Task data: Begin

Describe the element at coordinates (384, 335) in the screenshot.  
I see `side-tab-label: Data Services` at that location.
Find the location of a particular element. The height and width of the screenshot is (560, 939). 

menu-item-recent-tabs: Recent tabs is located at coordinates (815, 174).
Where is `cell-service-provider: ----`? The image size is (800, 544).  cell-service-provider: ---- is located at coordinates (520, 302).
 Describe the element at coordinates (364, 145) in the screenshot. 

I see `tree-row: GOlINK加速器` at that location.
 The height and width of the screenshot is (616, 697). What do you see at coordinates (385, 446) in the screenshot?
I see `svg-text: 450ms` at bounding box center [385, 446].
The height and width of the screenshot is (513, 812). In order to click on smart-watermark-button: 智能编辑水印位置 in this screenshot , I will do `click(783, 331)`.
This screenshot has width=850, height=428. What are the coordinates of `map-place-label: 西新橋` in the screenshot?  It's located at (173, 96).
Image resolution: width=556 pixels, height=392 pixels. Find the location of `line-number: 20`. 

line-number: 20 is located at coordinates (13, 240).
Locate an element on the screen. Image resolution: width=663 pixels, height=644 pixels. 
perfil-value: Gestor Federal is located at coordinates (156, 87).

Task data: End
Task data: Begin

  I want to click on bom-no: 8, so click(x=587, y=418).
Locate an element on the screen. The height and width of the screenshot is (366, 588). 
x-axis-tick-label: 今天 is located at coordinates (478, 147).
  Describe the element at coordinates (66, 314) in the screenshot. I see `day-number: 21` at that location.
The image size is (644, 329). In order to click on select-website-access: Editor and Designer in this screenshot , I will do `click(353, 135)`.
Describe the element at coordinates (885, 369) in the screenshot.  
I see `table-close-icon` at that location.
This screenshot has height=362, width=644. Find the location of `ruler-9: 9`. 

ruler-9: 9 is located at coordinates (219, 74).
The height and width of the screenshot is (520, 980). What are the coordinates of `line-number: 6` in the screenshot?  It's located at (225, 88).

Task data: End
Task data: Begin

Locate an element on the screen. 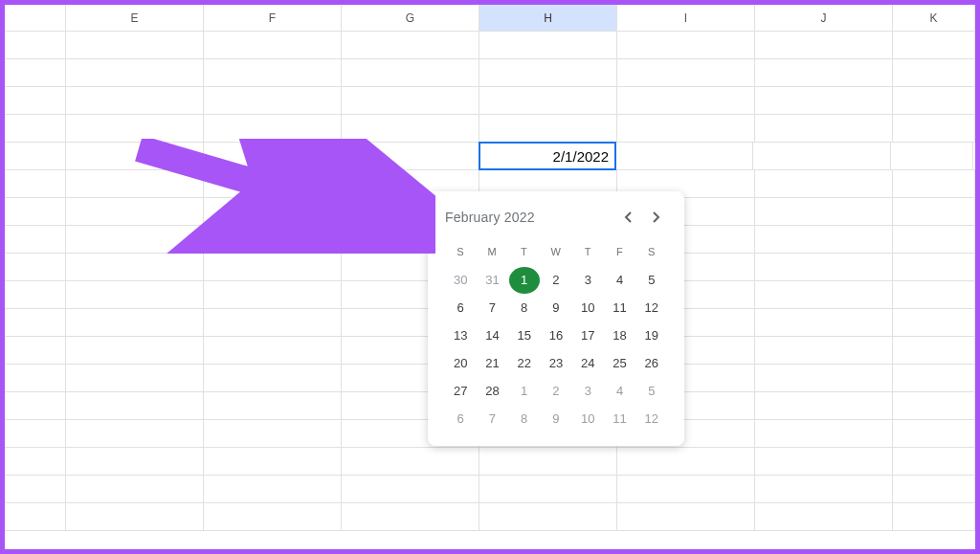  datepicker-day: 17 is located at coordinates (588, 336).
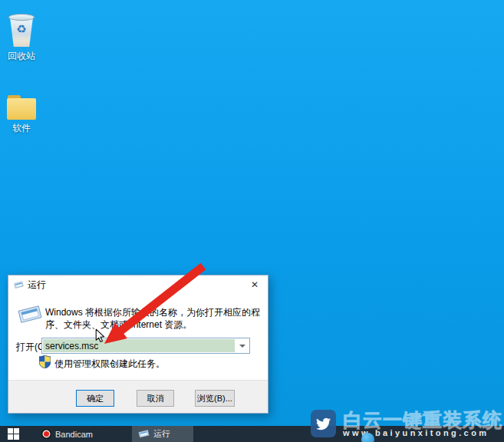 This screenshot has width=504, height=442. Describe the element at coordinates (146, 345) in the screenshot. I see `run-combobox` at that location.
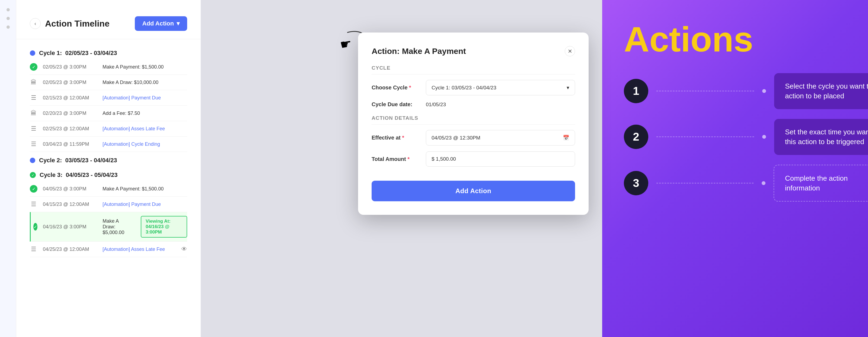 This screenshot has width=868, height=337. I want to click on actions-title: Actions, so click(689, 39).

Task data: End

> _Action item_
Everything from the line with "The image size is (644, 329)." through the line with "The height and width of the screenshot is (520, 980)." should be written out exactly as it appears above, end lines included, and nothing outside that range.

> _Your response_
The image size is (644, 329). In order to click on select-website-access: Editor and Designer in this screenshot , I will do `click(353, 135)`.
Describe the element at coordinates (885, 369) in the screenshot.  
I see `table-close-icon` at that location.
This screenshot has height=362, width=644. Find the location of `ruler-9: 9`. 

ruler-9: 9 is located at coordinates (219, 74).
The height and width of the screenshot is (520, 980). What are the coordinates of `line-number: 6` in the screenshot?  It's located at (225, 88).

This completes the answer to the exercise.